Saturday, November 10, 2018

Most Russians Lack an Interest in Others Living in Their Own Country, Anthropologist Says


Paul Goble

            Staunton, November 10 – Most Russians display a complete lack of interest in what is going on not very far from themselves, beyond the Ring Road if they live in Moscow or beyond the Urals if they live in European Russia, Natalya Konradova says. They focus on only two agendas, the world of their own apartments and that of countries beyond Russia’s borders.

            “It would be a good thing,” the independent anthropologist says, “if people were to understand that the history of ‘the others’ … is deeply part of the history of their land” and “if people recognized that time and space [within the Russian Federation] are a bit wider than it seems to them” (idelreal.org/a/29575161.html).

            Konradova made her observation after doing field work with the Ural Mari, a group of that Finno-Ugric nation who fled from the Middle Volga into the Urals after Ivan the Terrible took Kazan in 1552, field work that she hopes to turn into a book and exhibit to encourage Russians to pay attention to these unusual people.

            The Maris of the Urals avoided conversion to Christianity despite continuing efforts by the Orthodox Church, and they have sought to avoid Russification by various means. For them, their ancient traditions and language and the preservation of their identity is important; but “in reality, the Maris live in a situation when they cannot sustain that.”

            “In the schools,” Konradova points out, “there is no Mari language. [Parents] understand that their children are leaving the villages because there is nothing for them to do there.” They are basically loyal to the Russian powers that be, who in the main now neither harm nor hurt them but rather allow them to live as they like.

            But the Maris of the Urals will tell visitors who get to know them that “it would not be bad if Mari were taught in the schools.” Some try to maintain the language at home, but others simply “are ceasing to speak it” even among themselves. And “they do not understand what bilingualism is” and why it is beneficial.

            Instead, once they give up Mari, they give it up completely, although most retain various cultural markers and traditions, including a strong attachment to ancient pagan beliefs.  Since the 1990s, intellectuals in Mari El have promoted a revival of these practices, and that effort has affected the Maris of the Urals as well.

            Their religion is open and tolerant, Konradova says. One woman told her that “we also believe in the Russian gods.” According to the Mari, there are three such: Christ, the Mother of God, and St. Nicholas, and the Mari engage in various syncretic combinations of their ancient faith with modern practices and beliefs.

            Despite what some think, the anthropologist concludes, the Maris of the Urals are not primitives but completely modern people who simply have chosen not to give up the one part of their culture that under current conditions they are able to retain, albeit in an increasingly modified format.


Description of the task: Take each line of the material that includes "Готово" and copy it.

Available data:
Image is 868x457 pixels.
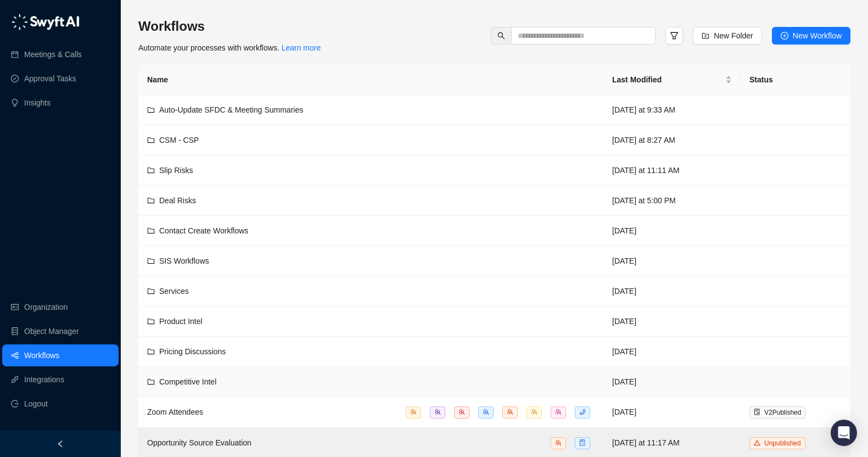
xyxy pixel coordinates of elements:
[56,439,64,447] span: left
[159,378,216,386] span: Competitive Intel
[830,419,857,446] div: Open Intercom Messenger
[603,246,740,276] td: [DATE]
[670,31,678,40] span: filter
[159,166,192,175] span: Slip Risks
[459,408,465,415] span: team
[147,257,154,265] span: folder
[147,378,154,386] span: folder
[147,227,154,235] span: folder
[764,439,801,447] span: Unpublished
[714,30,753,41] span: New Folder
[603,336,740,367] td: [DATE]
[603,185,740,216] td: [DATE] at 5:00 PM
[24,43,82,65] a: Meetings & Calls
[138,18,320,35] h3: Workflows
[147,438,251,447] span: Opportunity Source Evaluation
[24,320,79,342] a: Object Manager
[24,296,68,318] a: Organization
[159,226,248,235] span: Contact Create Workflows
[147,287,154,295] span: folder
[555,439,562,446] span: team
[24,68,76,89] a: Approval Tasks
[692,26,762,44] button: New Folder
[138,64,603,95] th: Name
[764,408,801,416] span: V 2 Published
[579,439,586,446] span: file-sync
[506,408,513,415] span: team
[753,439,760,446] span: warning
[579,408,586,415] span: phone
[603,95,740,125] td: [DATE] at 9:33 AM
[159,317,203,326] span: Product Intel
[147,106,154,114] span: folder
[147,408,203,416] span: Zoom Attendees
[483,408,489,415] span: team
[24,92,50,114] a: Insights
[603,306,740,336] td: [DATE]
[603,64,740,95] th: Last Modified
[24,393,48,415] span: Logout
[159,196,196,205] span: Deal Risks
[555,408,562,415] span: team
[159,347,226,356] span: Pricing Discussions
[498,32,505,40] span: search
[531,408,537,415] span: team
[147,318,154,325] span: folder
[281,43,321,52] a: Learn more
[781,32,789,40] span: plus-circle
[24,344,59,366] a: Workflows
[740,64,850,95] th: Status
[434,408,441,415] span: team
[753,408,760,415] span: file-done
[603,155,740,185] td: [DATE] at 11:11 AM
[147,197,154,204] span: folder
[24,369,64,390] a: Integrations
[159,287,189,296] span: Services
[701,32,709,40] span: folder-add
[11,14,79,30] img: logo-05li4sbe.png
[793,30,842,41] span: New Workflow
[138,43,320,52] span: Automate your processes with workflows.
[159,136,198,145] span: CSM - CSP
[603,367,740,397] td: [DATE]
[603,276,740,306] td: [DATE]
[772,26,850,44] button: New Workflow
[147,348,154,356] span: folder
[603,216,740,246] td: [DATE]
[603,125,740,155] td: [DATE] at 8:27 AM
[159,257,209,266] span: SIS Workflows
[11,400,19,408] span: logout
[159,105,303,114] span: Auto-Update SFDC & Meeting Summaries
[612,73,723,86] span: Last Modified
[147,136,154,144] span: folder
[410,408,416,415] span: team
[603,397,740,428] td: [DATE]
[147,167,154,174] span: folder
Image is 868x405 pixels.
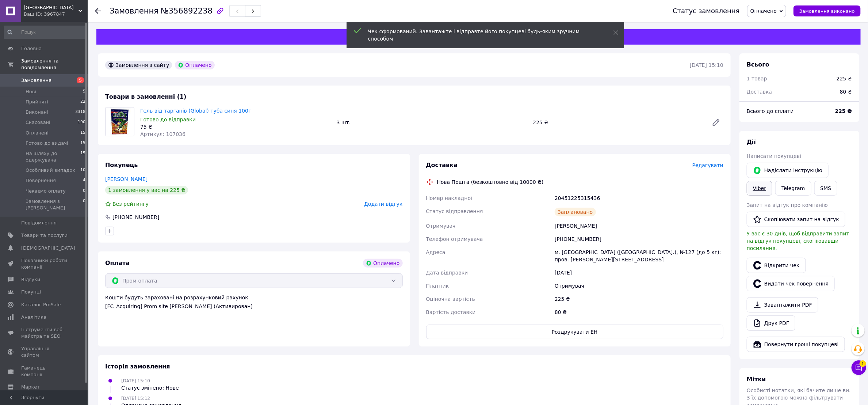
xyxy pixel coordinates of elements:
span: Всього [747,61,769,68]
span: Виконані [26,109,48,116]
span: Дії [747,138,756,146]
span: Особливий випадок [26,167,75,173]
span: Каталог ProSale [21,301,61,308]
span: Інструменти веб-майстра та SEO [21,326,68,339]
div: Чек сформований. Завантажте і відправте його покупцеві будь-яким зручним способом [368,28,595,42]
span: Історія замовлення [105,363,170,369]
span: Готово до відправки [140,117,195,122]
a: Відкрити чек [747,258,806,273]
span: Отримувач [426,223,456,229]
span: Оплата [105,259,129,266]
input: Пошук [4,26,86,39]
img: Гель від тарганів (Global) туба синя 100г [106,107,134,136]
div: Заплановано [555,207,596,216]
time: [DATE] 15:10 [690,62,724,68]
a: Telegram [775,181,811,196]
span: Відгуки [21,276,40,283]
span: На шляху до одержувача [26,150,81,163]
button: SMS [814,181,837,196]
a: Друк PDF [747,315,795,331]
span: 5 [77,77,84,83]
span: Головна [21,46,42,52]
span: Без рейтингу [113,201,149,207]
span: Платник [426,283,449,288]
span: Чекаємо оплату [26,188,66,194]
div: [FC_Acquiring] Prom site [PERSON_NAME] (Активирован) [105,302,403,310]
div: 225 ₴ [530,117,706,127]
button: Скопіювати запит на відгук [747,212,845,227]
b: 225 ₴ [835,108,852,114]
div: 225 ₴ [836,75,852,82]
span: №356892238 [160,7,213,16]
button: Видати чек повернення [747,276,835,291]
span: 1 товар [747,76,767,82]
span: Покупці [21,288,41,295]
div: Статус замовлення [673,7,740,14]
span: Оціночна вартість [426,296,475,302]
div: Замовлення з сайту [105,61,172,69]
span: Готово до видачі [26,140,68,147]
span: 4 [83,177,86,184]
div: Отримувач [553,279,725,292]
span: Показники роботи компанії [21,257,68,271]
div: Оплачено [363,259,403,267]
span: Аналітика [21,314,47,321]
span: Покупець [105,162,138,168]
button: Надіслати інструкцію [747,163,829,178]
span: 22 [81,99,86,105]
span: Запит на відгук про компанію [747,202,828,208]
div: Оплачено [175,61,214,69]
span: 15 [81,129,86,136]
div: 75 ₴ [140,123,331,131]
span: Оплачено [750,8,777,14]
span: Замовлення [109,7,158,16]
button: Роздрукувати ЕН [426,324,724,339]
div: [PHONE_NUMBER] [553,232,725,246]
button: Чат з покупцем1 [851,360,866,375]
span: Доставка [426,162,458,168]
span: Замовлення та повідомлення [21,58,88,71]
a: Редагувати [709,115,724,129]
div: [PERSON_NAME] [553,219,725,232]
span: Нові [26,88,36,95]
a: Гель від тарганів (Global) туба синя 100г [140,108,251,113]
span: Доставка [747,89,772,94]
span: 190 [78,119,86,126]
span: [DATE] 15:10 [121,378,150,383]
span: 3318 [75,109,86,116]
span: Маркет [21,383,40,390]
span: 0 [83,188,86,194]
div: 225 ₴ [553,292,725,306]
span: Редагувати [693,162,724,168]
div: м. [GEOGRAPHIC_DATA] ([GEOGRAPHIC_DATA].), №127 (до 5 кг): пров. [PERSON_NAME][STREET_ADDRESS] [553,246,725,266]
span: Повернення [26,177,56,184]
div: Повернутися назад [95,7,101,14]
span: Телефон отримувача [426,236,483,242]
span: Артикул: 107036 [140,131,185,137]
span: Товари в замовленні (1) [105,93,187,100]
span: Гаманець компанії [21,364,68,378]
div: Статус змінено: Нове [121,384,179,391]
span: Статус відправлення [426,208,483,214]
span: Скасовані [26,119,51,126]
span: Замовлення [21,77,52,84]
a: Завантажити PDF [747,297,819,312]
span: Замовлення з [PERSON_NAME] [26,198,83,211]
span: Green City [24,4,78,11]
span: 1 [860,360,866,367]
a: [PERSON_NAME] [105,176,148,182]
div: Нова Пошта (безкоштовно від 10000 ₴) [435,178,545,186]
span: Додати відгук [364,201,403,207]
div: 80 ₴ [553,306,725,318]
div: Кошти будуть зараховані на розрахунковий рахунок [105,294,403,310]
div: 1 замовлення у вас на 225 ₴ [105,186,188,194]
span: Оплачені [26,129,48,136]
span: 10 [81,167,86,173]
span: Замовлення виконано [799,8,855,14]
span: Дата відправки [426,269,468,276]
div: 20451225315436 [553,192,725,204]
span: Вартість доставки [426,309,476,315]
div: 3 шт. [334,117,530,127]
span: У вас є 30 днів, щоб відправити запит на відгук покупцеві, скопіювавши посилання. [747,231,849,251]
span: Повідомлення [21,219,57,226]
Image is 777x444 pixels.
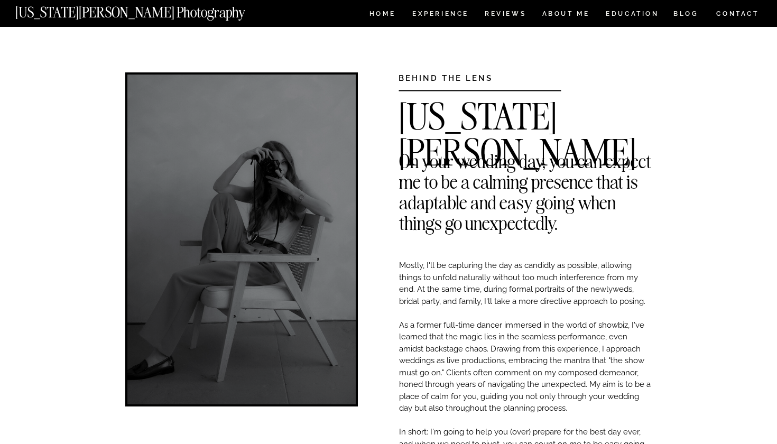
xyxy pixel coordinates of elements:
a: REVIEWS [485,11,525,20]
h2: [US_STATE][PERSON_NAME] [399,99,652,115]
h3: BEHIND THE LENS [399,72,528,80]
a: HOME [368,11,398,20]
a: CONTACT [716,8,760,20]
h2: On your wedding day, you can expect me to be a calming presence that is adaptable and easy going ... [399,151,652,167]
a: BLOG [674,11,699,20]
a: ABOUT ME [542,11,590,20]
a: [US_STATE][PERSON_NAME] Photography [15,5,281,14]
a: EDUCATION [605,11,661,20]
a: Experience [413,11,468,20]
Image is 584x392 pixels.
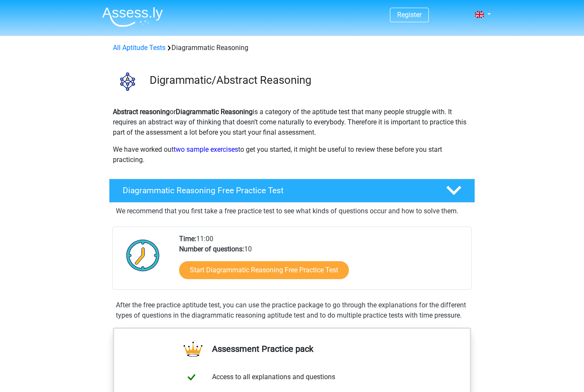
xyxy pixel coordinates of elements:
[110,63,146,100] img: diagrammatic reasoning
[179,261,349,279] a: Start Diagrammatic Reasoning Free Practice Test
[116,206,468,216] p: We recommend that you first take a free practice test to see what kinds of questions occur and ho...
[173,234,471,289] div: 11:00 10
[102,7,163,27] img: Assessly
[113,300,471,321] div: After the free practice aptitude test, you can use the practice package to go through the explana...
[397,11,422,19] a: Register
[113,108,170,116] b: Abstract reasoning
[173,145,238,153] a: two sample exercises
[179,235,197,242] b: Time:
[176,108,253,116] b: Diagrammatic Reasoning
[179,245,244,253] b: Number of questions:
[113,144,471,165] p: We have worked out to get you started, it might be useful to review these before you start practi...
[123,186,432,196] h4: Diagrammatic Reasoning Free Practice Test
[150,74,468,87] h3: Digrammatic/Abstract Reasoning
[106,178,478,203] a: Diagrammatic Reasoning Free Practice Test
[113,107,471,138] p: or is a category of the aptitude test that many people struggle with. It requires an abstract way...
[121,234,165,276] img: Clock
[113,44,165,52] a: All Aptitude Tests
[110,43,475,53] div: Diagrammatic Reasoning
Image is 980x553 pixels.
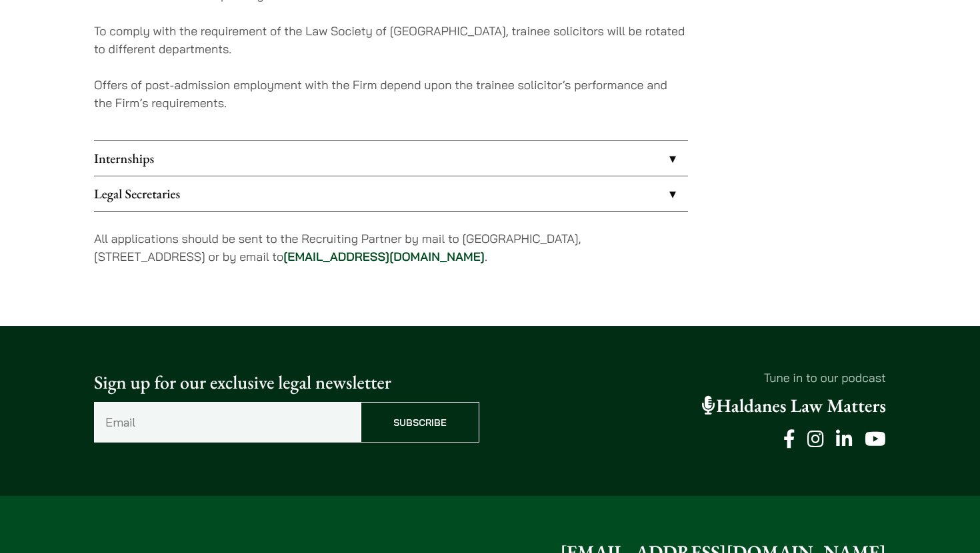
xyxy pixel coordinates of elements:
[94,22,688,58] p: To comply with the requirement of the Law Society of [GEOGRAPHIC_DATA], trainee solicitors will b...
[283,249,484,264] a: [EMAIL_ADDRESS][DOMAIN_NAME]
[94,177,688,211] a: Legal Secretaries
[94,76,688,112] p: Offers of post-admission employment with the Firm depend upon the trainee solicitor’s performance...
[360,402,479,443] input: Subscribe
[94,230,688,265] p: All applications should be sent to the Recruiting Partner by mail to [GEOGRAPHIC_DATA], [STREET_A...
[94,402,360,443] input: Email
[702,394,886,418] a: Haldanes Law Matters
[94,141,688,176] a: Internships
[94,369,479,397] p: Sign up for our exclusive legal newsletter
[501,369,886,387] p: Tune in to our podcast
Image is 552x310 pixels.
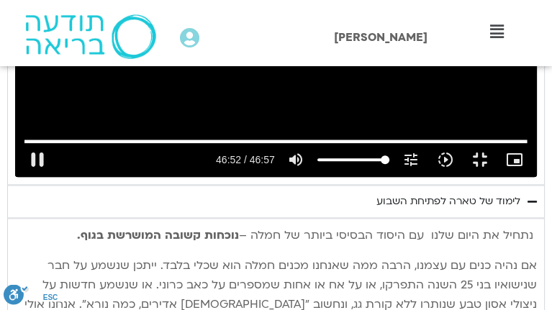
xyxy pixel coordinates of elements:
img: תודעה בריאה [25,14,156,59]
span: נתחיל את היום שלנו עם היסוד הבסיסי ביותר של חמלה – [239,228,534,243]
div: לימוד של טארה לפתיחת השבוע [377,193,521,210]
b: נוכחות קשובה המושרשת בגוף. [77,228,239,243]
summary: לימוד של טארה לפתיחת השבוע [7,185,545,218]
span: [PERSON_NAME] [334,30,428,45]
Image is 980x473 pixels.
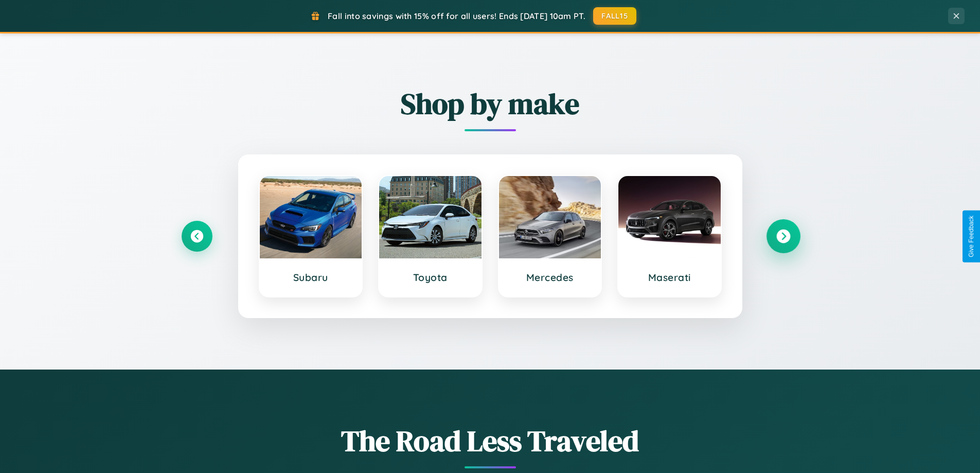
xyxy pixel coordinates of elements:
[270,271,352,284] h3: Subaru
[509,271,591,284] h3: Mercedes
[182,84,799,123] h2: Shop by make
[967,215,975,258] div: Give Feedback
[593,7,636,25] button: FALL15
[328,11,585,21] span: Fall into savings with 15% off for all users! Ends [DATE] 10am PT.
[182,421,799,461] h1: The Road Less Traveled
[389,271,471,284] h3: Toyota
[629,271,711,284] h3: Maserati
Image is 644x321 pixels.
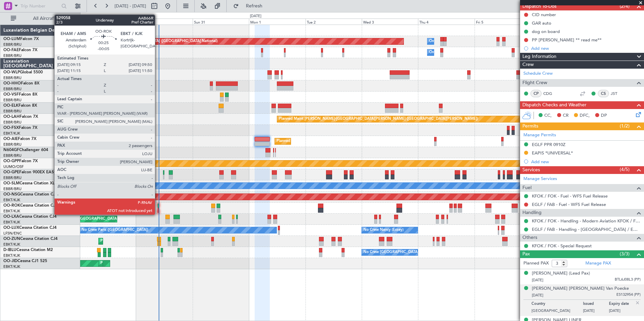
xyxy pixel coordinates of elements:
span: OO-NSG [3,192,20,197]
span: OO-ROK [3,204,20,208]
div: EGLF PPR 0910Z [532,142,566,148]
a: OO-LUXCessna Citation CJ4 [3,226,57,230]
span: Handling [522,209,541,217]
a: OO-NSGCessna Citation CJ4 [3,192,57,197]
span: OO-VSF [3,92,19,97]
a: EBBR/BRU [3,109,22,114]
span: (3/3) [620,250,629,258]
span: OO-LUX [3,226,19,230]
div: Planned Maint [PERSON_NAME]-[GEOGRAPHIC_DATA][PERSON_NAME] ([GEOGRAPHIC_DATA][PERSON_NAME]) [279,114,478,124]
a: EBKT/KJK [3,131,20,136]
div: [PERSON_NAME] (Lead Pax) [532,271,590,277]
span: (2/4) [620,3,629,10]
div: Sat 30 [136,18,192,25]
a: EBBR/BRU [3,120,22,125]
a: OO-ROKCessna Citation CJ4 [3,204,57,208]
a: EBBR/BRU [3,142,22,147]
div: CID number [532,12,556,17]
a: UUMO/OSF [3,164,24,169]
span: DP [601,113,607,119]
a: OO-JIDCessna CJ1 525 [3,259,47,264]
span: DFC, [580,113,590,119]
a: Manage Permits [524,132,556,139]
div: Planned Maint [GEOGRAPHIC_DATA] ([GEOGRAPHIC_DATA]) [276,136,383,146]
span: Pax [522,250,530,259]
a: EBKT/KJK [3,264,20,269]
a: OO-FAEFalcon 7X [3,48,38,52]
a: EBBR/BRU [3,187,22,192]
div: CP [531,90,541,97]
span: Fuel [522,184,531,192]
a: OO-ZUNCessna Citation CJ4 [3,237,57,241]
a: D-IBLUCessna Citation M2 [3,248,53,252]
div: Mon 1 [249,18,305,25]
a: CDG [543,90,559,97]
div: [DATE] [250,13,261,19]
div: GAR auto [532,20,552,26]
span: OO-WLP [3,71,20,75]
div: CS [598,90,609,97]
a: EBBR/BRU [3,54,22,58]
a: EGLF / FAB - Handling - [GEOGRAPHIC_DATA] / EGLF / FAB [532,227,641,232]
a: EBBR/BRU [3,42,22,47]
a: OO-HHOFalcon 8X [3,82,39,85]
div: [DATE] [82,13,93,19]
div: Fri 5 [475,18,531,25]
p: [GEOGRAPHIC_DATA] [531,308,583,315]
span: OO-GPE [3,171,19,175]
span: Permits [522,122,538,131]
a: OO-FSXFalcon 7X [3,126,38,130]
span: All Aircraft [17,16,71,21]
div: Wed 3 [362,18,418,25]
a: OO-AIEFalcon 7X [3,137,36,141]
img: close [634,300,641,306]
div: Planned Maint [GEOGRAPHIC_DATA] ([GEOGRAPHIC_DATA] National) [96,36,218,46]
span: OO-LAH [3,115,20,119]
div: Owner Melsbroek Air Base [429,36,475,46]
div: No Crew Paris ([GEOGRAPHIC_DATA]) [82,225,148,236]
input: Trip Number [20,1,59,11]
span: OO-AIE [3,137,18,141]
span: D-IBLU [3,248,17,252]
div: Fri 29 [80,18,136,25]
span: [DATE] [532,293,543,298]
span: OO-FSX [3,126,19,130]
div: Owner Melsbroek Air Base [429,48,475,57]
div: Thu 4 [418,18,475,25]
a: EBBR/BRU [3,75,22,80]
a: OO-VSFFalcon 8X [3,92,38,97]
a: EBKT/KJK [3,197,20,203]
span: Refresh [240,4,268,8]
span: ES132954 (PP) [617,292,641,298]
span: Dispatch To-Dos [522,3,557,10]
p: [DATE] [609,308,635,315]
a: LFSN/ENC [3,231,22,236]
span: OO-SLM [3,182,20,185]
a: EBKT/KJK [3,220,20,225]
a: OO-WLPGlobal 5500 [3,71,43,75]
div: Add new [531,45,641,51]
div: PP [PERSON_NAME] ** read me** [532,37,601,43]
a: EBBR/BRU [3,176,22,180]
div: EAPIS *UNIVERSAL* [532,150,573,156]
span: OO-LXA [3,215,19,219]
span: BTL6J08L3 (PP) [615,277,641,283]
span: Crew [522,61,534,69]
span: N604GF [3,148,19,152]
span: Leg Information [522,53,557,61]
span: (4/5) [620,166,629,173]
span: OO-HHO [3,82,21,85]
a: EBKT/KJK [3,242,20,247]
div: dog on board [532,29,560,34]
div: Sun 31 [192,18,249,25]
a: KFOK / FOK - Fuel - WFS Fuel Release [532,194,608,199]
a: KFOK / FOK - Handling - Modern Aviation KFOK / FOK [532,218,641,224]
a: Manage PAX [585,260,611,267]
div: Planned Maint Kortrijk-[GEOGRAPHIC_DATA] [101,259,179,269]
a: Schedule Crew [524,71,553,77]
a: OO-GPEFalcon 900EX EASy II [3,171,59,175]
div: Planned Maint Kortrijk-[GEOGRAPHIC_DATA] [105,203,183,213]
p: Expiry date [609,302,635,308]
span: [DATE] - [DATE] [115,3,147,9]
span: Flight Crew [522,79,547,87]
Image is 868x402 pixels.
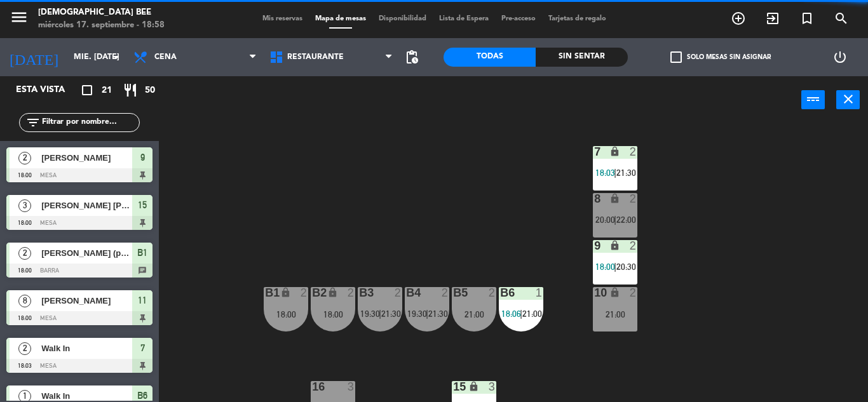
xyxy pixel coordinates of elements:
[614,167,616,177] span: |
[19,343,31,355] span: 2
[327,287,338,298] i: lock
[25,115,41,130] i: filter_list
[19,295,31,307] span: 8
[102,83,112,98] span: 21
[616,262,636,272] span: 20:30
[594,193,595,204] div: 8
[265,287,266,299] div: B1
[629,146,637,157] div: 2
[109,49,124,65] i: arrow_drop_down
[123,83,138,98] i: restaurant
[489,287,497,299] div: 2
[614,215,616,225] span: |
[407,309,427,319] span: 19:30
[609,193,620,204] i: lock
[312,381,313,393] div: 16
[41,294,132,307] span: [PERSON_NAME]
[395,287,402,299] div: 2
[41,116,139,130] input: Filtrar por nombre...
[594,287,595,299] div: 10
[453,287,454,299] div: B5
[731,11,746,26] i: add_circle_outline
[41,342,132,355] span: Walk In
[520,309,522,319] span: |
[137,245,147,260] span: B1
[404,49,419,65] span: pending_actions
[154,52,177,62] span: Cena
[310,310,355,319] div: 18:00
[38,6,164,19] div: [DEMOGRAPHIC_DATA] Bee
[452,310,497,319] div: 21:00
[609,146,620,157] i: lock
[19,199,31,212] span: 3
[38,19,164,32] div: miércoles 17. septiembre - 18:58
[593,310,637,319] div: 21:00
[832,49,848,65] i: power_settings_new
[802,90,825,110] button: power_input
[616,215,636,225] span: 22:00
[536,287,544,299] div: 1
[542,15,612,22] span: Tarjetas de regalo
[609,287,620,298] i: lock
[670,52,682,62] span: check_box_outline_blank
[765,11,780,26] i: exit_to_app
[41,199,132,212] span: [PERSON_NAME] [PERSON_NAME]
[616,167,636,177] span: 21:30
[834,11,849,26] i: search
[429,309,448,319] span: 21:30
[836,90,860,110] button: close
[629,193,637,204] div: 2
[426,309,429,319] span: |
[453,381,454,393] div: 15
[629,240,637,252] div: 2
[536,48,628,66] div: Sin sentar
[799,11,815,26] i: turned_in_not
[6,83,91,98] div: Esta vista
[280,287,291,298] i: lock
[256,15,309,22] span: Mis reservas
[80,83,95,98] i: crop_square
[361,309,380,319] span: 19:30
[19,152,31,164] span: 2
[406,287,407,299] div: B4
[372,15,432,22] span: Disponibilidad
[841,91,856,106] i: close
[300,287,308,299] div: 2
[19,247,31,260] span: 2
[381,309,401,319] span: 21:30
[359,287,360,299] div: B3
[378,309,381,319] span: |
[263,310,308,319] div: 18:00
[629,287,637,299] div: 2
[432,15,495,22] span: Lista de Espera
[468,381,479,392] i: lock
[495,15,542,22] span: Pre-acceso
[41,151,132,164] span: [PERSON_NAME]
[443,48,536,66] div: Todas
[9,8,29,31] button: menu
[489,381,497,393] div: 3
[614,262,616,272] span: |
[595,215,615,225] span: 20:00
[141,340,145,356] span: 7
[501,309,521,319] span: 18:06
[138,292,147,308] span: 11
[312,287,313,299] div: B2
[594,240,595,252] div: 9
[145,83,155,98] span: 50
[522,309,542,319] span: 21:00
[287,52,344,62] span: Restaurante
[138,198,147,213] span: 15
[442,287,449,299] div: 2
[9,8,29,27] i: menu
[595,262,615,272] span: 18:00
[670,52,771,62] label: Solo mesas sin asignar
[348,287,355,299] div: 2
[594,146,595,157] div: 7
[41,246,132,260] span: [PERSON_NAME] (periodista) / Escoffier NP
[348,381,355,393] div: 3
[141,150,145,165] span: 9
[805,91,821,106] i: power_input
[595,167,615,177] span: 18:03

Written answer:
span: Готово до відправки [140,117,195,122]
span: Готово до видачі [26,140,68,147]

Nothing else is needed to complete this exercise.